His jaw froze there, locked in an open rictus, and the rest of him followed. The calligraphy invaded every available surface, his flesh pulled taut, then shrank, then shivered until Marek was just a grotesque mockery of the father who’d once scared me with a single glance across a university refectory.

I should have said something. Instead, I stared as his body contorted, hunched, and finally gave up, slumping to the marble with the sound of a thousand manuscripts snapping shut at once.

Next to us, the Ferryman had risen to his knees. The black suit, the cracked mask, all the ritual trappings of Keeper theater, none of it held up to the reversal. Every wound from before, every chip in the ceramic, was now a gaping, leaking orifice, but underneath I saw, just for a second, the suggestion of a face. Not a god’s face, not an ancestor’s, just a man’s, bent and battered by centuries of recursion, too tired to haunt anyone anymore.

He started crawling toward the central channel, the fire, dragging his ruined body with both hands. The blue blood sizzled in his tracks. He chanted something, no longer the Oath, but a litany of loss. I recognized only the first line: I was never meant to cross. Then he reached the altar, pressed his face into the flames, and let the rest of his body follow.

Elena, in the midst of the collapse, shook herself awake. She pulled free of my grip, staggered to the register, and with a hand that still bled her own error, snatched the last page from the altar. She looked at me, smile cracked but radiant, then threw the sheet straight into the fire at the core.

The flames, real and not, caught the page, and for a moment every glyph in the vault, every line in every register, glowed with a perfect, simultaneous light. The stones underfoot vibrated, ancient bones settling their last account. “It ends with us,” Elena said, and I felt the words tattoo themselves to the base of my skull.

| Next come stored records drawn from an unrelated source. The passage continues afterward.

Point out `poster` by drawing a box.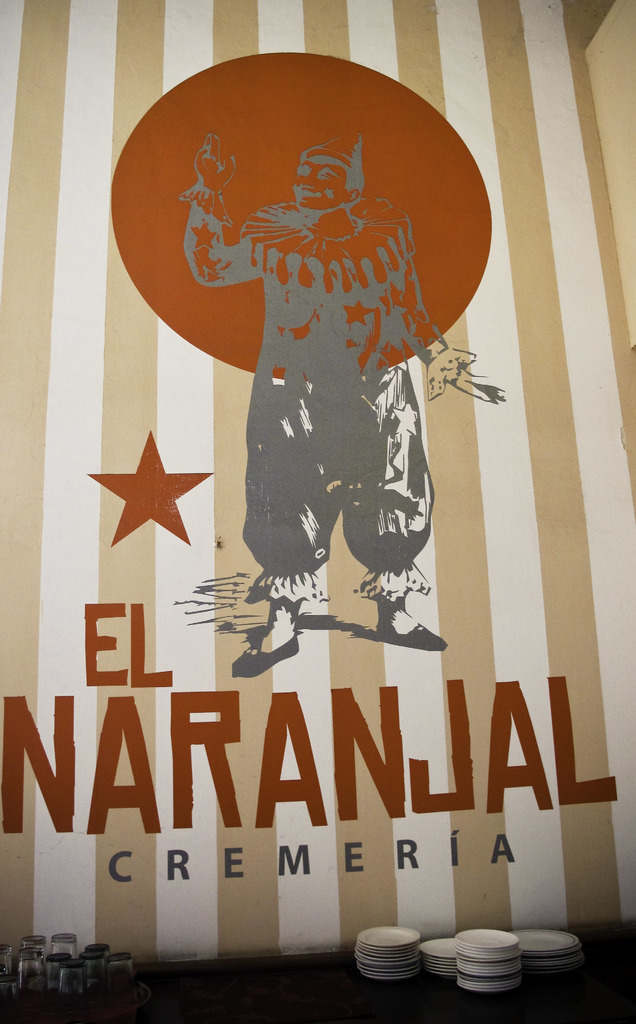
crop(0, 0, 635, 1023).
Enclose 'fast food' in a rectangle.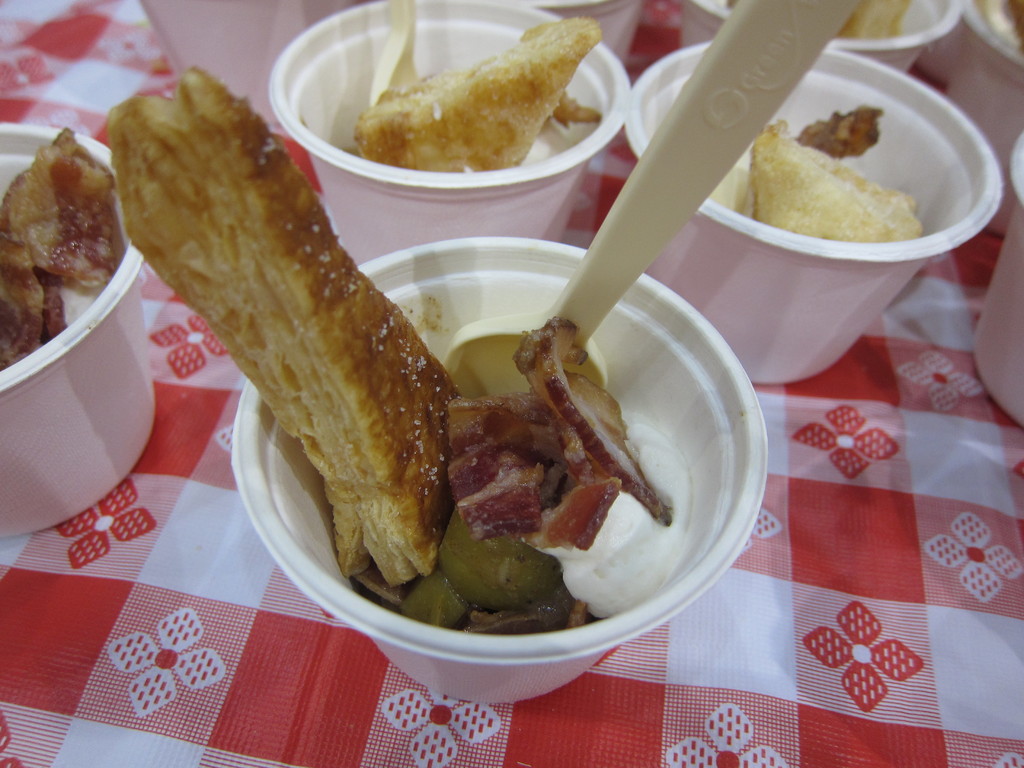
region(0, 132, 142, 354).
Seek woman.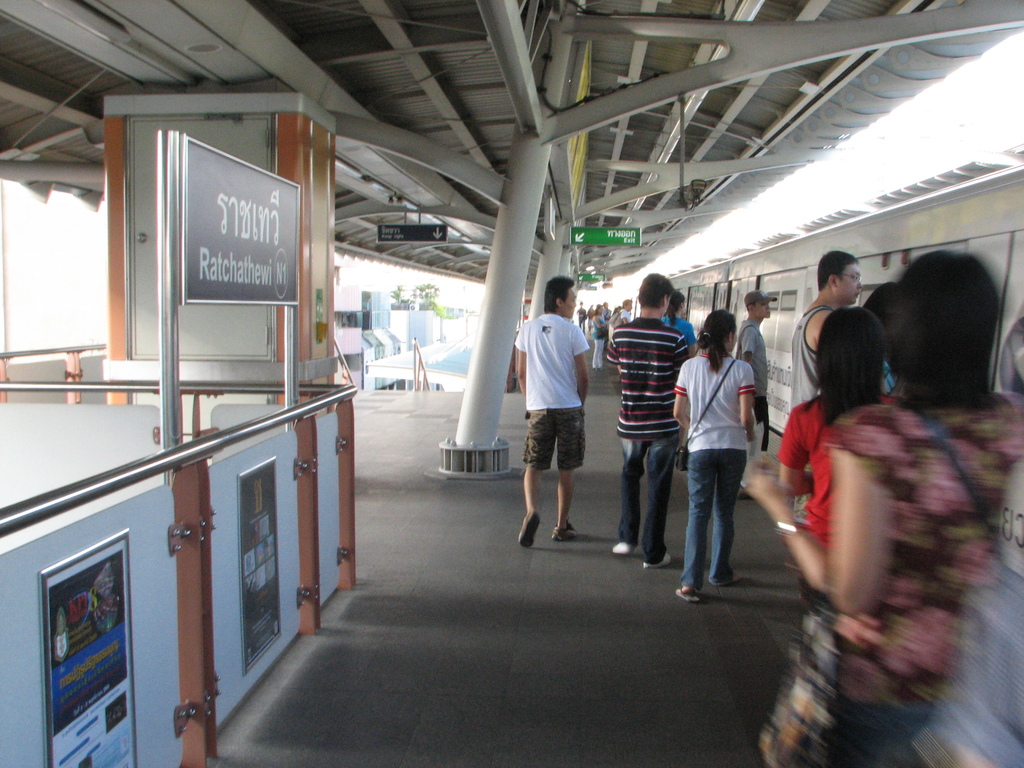
[776,301,898,553].
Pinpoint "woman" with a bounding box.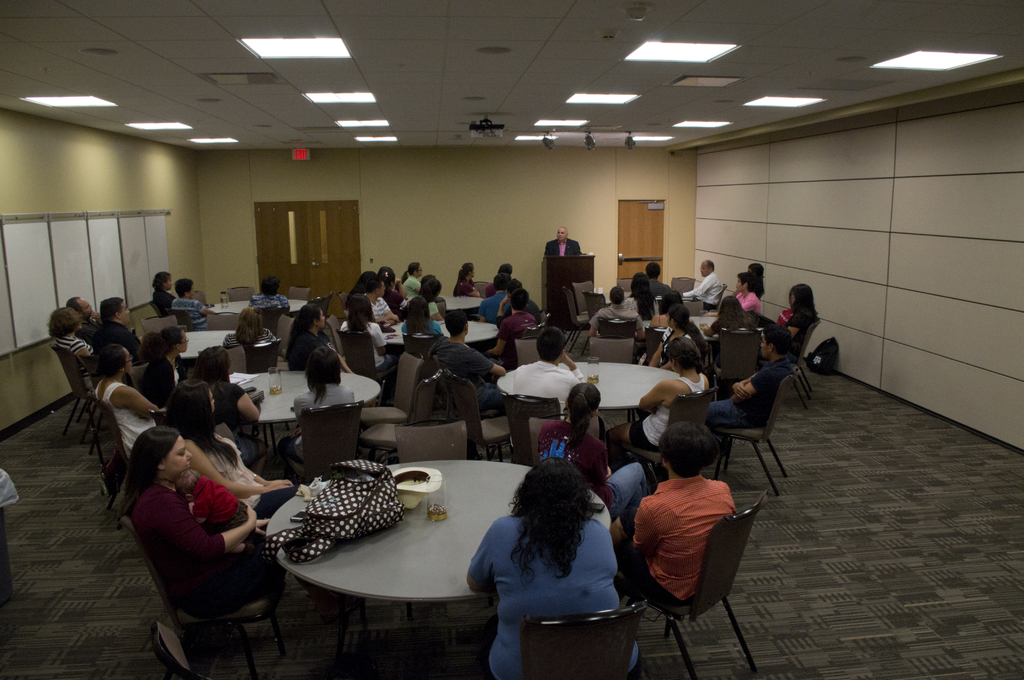
bbox(707, 294, 766, 349).
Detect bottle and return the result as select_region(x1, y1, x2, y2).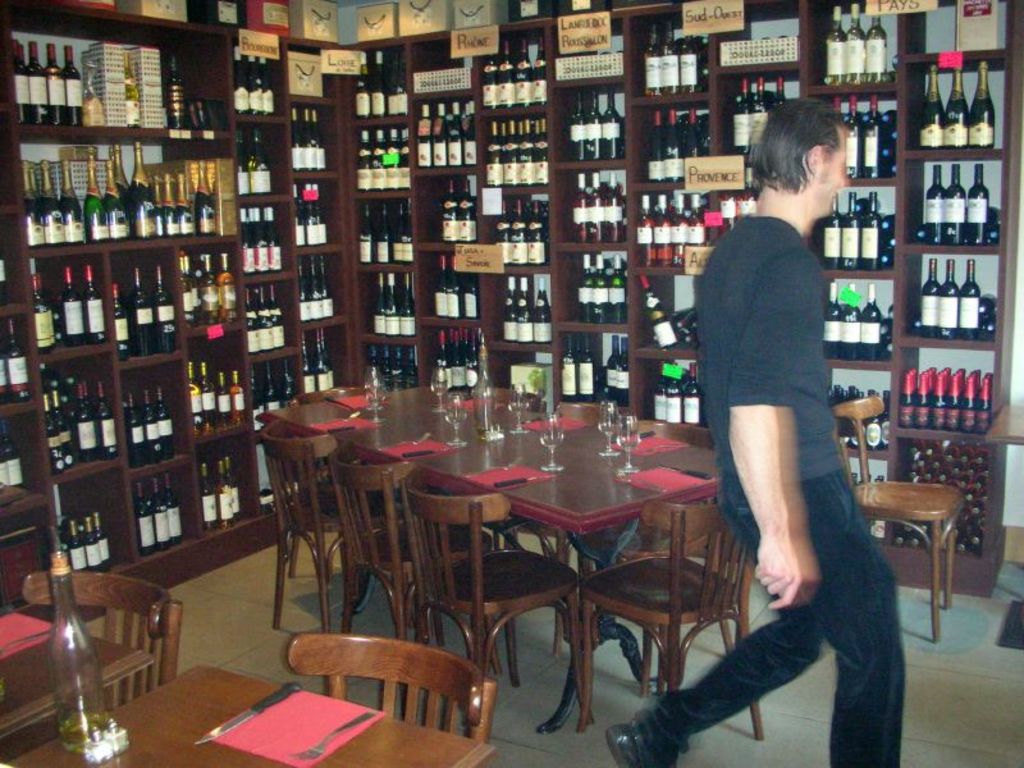
select_region(214, 362, 230, 420).
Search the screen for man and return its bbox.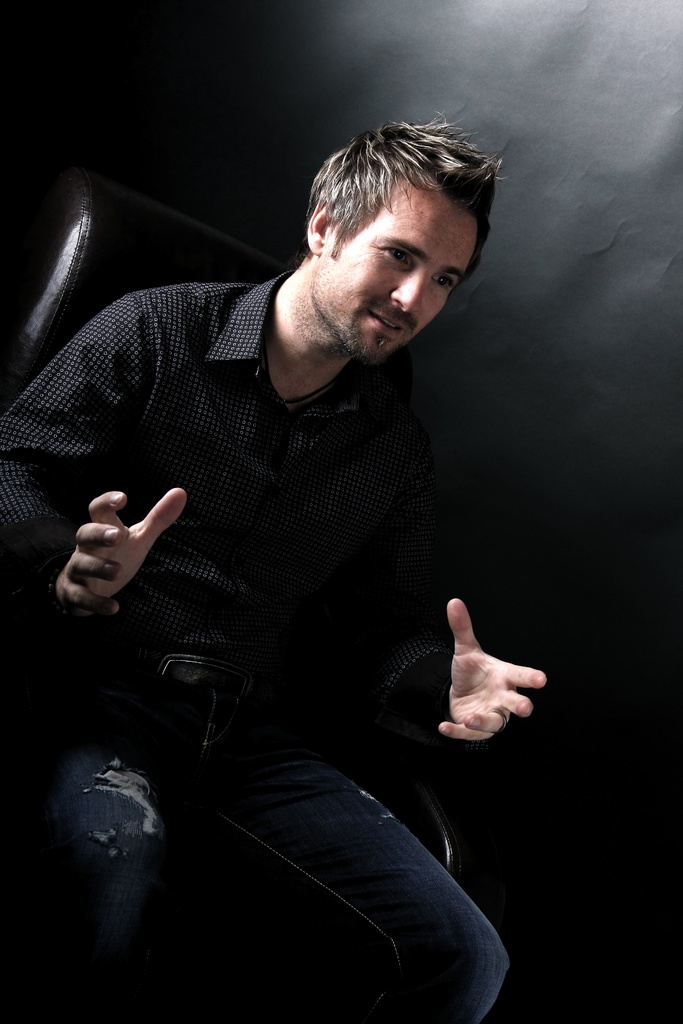
Found: [0, 106, 547, 1023].
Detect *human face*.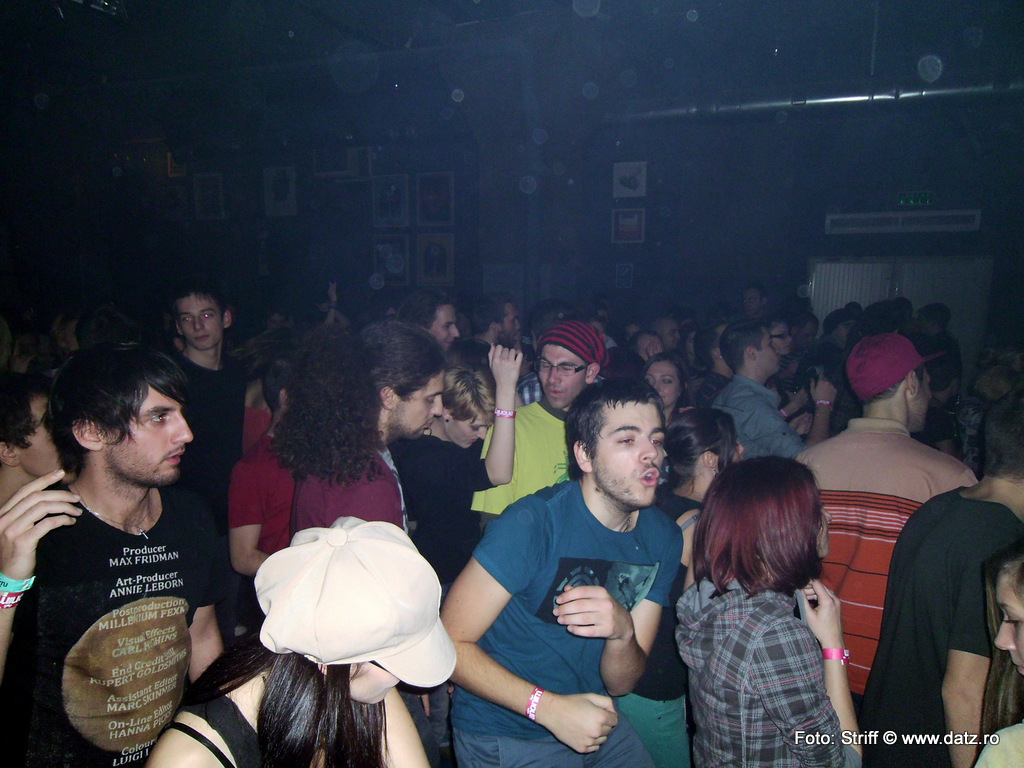
Detected at left=390, top=370, right=445, bottom=435.
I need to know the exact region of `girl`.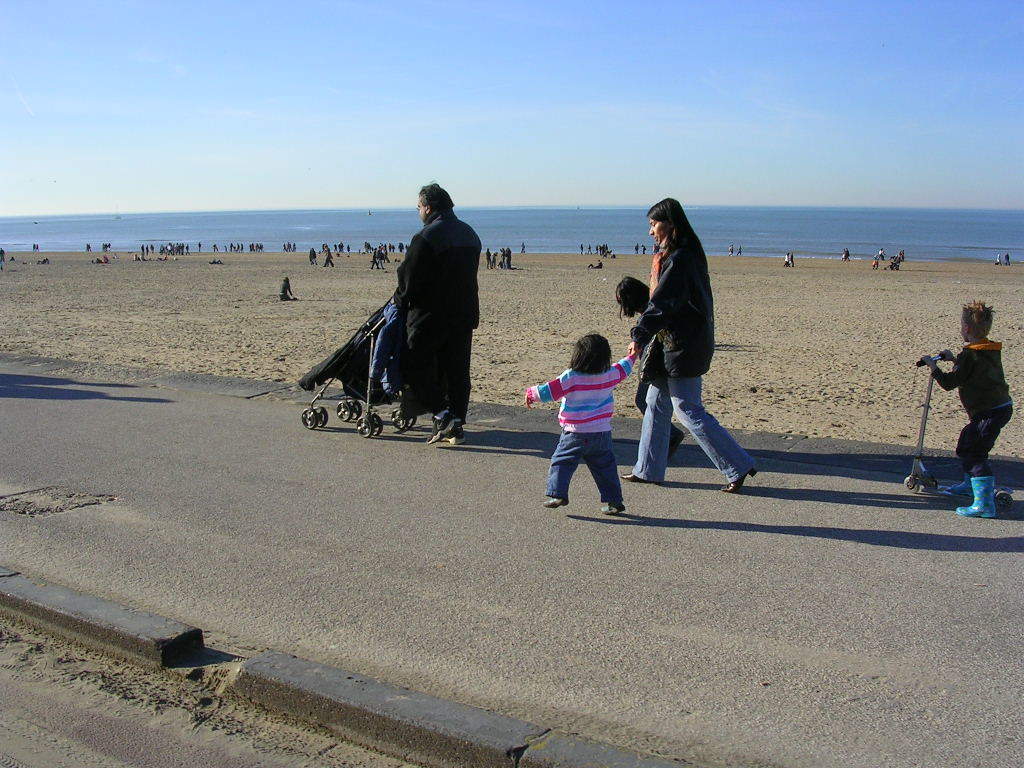
Region: (left=524, top=329, right=638, bottom=514).
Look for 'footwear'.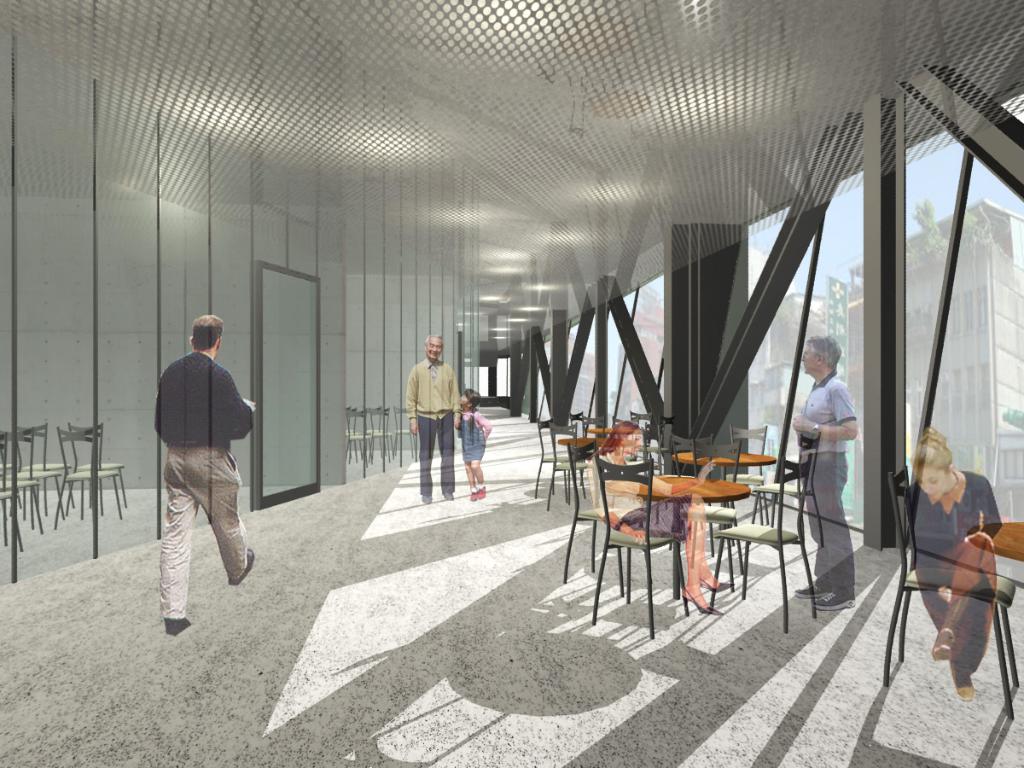
Found: Rect(813, 591, 864, 611).
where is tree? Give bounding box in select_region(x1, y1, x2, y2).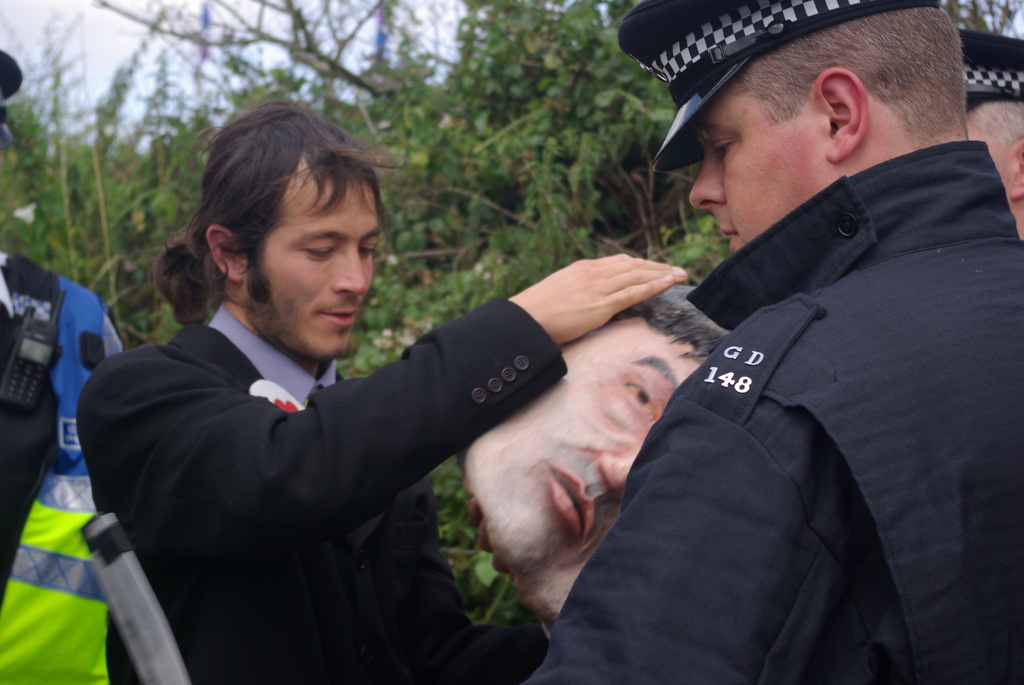
select_region(183, 0, 297, 154).
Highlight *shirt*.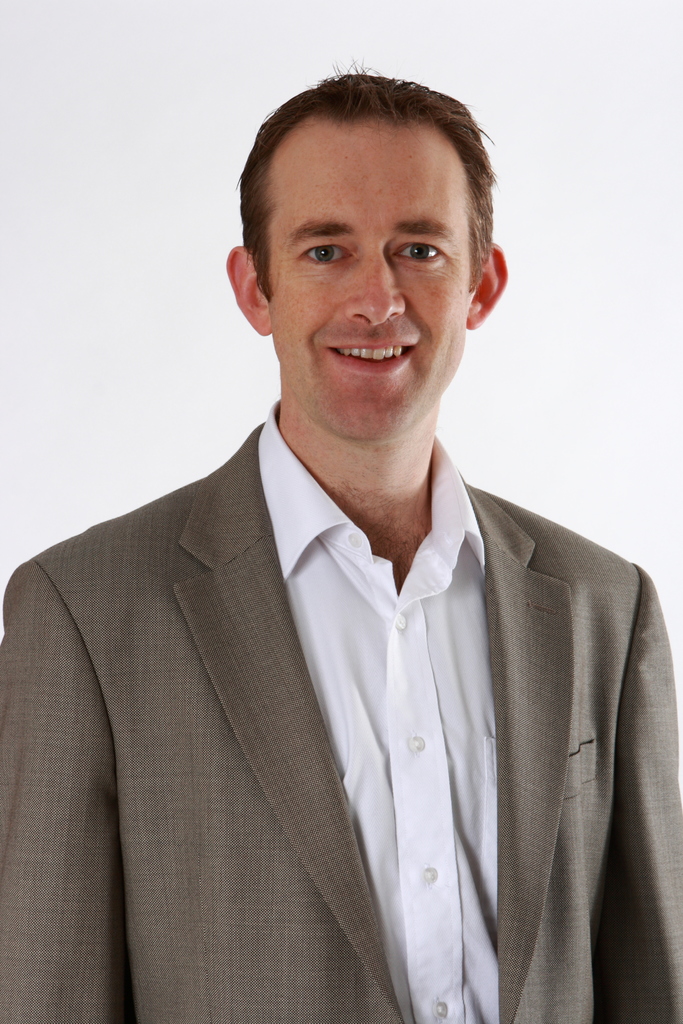
Highlighted region: [259, 403, 493, 1020].
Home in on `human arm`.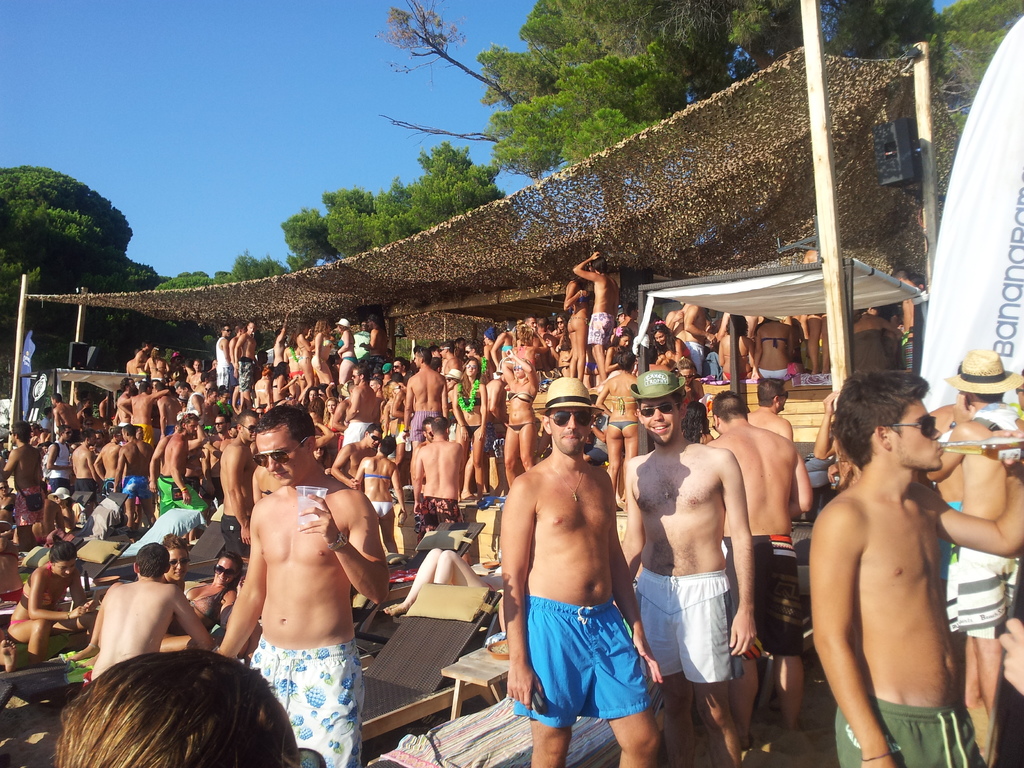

A soundless detonation hit the chamber. The air went from liquid to gas in a single phase shift. Marble groaned, then buckled; the veins of mercury burst, spraying the air with a rain of burning metal… again. The channel under the altar split wide, and the fire at the center expanded to swallow the register, the altar, the corpses of both Marek and the Ferryman, and anything else with the bad luck to be indexed to this recursion.

I didn’t have to think about it: I grabbed Elena’s arm and ran. We dove past the edge of the altar, ducking under a blast of flying manuscript pages, some still hissing with the last of the Oath. The corridor leading up and out was half-collapsed, but every cell in my body still had the map from a thousand failed escapes. I ran, dragging her with me, both of us moving by reflex, not sense.

Behind us, the Vault devoured itself. Every step, the ground rippled and shed its old stone, revealing the raw underlayer, the real city beneath the lies. The echo of a million erased voices, some of them mine, screamed from the walls, but then the marble above let go, caving in the entrance and stifling the sound in dust and blood and old, old ink.

We burst through the last gate, just as it fell. We landed on the stairs, both of us gasping, both clutching at wounds that had long since stopped being the important ones. I looked at Elena. Her eyes had gone silver in the darkness, but the script on her skin was no longer burning. Instead, it faded, line by line, until only a faint memory of the recursion remained. She grinned. “You know what happens next?” she said. I nodded. “We wait and see what the world does without an algorithm.”

She shivered, and for a second, I thought it was fear, but then she laughed, a pure, untethered sound that made the whole collapse worth it. Above us, the palace was a ruin. The Oath was gone, or at least gone enough for another century or three. The city was unspooled, its memory set free.

We finished climbing the stairs, and emerged into a night so quiet it felt stolen from another story. For the first time in generations, the recursion did not follow us.

And in the silence, we were finally and truly alone.